Ethical Dimensions of Digitisation

Digitisation raises complex questions that are particularly acute in Australia's context of colonial history and living First Nations cultures. Who controls access to digitised cultural material? How should sacred or secret objects be handled in digital form? What obligations do institutions have to communities of origin?

The principle of Indigenous cultural and intellectual property rights asserts that communities retain sovereignty over their cultural heritage, including its digital representations. Practical responses include implementing access tiers — where certain digitised materials are visible only to authenticated community members — and developing community-controlled portals that operate independently of mainstream institutional databases.

AIATSIS's Code of Ethics for Aboriginal and Torres Strait Islander Research provides guidance for institutions navigating these questions, emphasising free, prior, and informed consent and the primacy of community benefit in any digitisation project involving First Nations material.

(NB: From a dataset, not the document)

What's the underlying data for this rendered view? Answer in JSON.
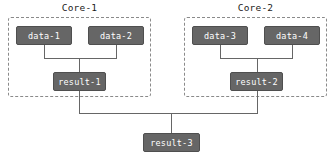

Long-Term Digital Preservation

Creating a digital file is only the beginning of the preservation challenge. Digital objects require ongoing active management: format migration as standards evolve, storage redundancy across geographically distributed systems, and regular fixity checks to detect and correct data corruption.

Australia's cultural institutions predominantly use OAIS (Open Archival Information System) as the conceptual framework for digital preservation, with systems such as Rosetta (National Library of Australia), DSpace, and Fedora serving as repository platforms. The Australian National Data Service (ANDS) and Research Data Australia initiatives have helped standardise approaches to persistent identifiers — including DOIs and ARKs — which ensure that links to digitised content remain resolvable even as URLs and institutional structures change.

Looking Forward

The next frontier in collection digitisation involves artificial intelligence-assisted processing: automated handwriting transcription using tools like Transkribus, machine learning classification of photographic subjects, and natural language processing for bulk metadata enrichment. Several Australian institutions are piloting these approaches in partnership with university researchers, with the aim of making the rich contextual information embedded in archival collections discoverable at a scale that human cataloguers alone could never achieve.

Robotics is also advancing rapidly. Prototype systems capable of autonomously digitising entire shelf-metres of bound volumes — opening each book, positioning it under a camera array, capturing both pages, and closing it again — are moving from laboratory demonstrations toward institutional deployments. At scale, these systems could address the backlog of undigitised holdings in a fraction of the time required by current workflows.

Common Questions

What does digitising a collection involve?

Digitisation captures physical objects and documents as high-quality digital files using technologies such as flatbed scanning, photogrammetry, 3D laser scanning, or multispectral imaging. It also includes adding descriptive metadata and planning for long-term storage so the files remain usable over time.

Which digitisation method is right for my objects?

Flatbed and overhead scanning suit documents and photographs, photogrammetry suits textured 3D objects and sites, laser scanning suits reflective or highly detailed objects, and multispectral imaging recovers faded or hidden content. The right choice depends on object type, required precision, and budget.

How are digitised collections kept accessible in the long term?

Institutions follow digital preservation frameworks such as OAIS, store multiple copies across separate systems, run regular fixity checks, and migrate file formats as standards change. Persistent identifiers like DOIs keep links to digitised items working even when websites change.

What is IIIF and why does it matter?

IIIF, the International Image Interoperability Framework, is a standard that lets institutions publish digitised images as structured manifests. Researchers can then load, compare, annotate, and deep-link to images from different collections in any compatible viewer without re-hosting the files.